Obviously this is a special moment in the unfolding story of Jesus, both affirming Jesus in his relationship to God and confirming Jesus's relationship with God to those witnessing the baptism. But we should not neglect that the baptism of Jesus is also a model of our baptism in which God affirms us as his sons and daughters, as beloved ones who belong to God.
From this perspective, the voice of God declaring love for God's family is a powerful, transformative voice. We change people's lives when we tell them we love them (or, sadly, change lives in the opposite direction when we tell people we hate them). How much more powerful is the voice of God declaring God's love. Psalm 29 celebrates the mighty power of the voice of God.
Another of the many things to be said about baptism is that Christian baptism involves both water and the Holy Spirit. John prophesies of Jesus that he will baptise with the Holy Spirit and fire (Luke 3:16). The baptism itself of Jesus includes the coming of the Holy Spirit upon him (3:22). In Acts 8:4-17 a point being made is that full Christian baptism is baptism with water and the Holy Spirit - the latter was missing and Peter and John pray for the lack to be made up by laying hands on disciples in Samaria.
Christian baptism is not the splashing of water alone but the outward rite of washing with water and the inner filling of the baptised person with the Holy Spirit. That the Holy Spirit coming into our lives necessarily means God making us holy means, in turn, that John's prophecy referring to 'fire' alongside the Holy Spirit is effectively an underlining of the work which Holy Spirit does in our lives. The fire of the Holy Spirit is the Holy Spirit burning away all that is not holy.
The next verse in Luke after today's reading says that 'Jesus was about thirty years old when he began his work' (3:23). Baptism inaugurates the ministry or service of Jesus. It has both set him apart for serving God and empowered him for that work.

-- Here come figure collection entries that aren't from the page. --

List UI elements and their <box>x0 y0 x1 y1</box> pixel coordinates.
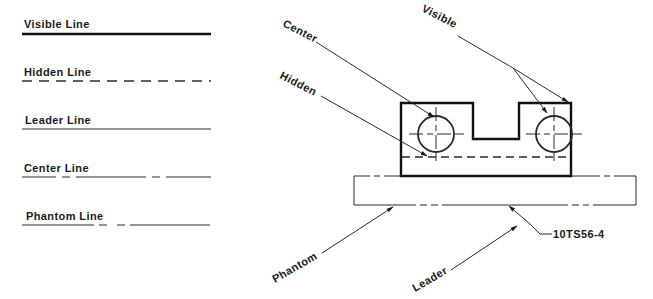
legend-item-visible: Visible Line <box>22 18 211 34</box>
part-drawing <box>354 103 636 205</box>
block-outline <box>401 103 571 176</box>
hidden-leader-arrow <box>321 96 427 156</box>
legend-item-center: Center Line <box>22 162 211 177</box>
legend-label-hidden: Hidden Line <box>24 66 91 78</box>
legend-label-center: Center Line <box>24 162 89 174</box>
left-hole <box>409 107 464 161</box>
callout-phantom-label: Phantom <box>270 249 319 284</box>
callout-visible-label: Visible <box>420 2 459 30</box>
legend-label-visible: Visible Line <box>24 18 90 30</box>
leader-leader-arrow <box>451 226 517 270</box>
right-hole <box>526 107 582 161</box>
part-number-leader-elbow <box>530 224 552 234</box>
part-number-leader-arrow <box>509 206 530 224</box>
visible-leader-arrow-edge <box>513 68 568 102</box>
callout-hidden-label: Hidden <box>278 69 319 98</box>
legend-item-hidden: Hidden Line <box>22 66 211 81</box>
callout-center-label: Center <box>281 17 320 45</box>
legend: Visible Line Hidden Line Leader Line Cen… <box>22 18 211 225</box>
base-plate-phantom <box>354 176 636 205</box>
line-types-diagram: Visible Line Hidden Line Leader Line Cen… <box>0 0 653 299</box>
callouts: Center Hidden Visible Phantom Leader 10T… <box>270 2 605 294</box>
legend-item-leader: Leader Line <box>22 114 211 129</box>
legend-label-leader: Leader Line <box>25 114 91 126</box>
visible-leader-line <box>458 36 513 68</box>
center-leader-arrow <box>316 42 434 117</box>
part-number-label: 10TS56-4 <box>553 228 605 240</box>
legend-item-phantom: Phantom Line <box>22 210 211 225</box>
callout-leader-label: Leader <box>410 264 450 294</box>
legend-label-phantom: Phantom Line <box>26 210 104 222</box>
phantom-leader-arrow <box>322 207 393 253</box>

Similarly for each of us who are baptised. But there is one difference between Jesus and us: we never hear of Jesus being refilled with the Holy Spirit. By contrast St Paul urges us to be filled (i.e. continually filled) with the Holy Spirit (Ephesians 5:8). Today as we celebrate the baptism of Jesus, do we need a new filling of the Holy Spirit to empower us for our work for God?

• • • •
Postscript: our reading in Acts raises a tough question, sometimes coming up for debate in our day, Is the formula for baptism sufficient if the baptism is 'in the name of Jesus' only, or is sufficiency only when the baptism is 'in the name of the Father, Son and Holy Spirit'? 
Deliberately, causa brevitatis, I avoid this question here!

• The Rev Dr Peter Carrell is Director of Theology House in Christchurch.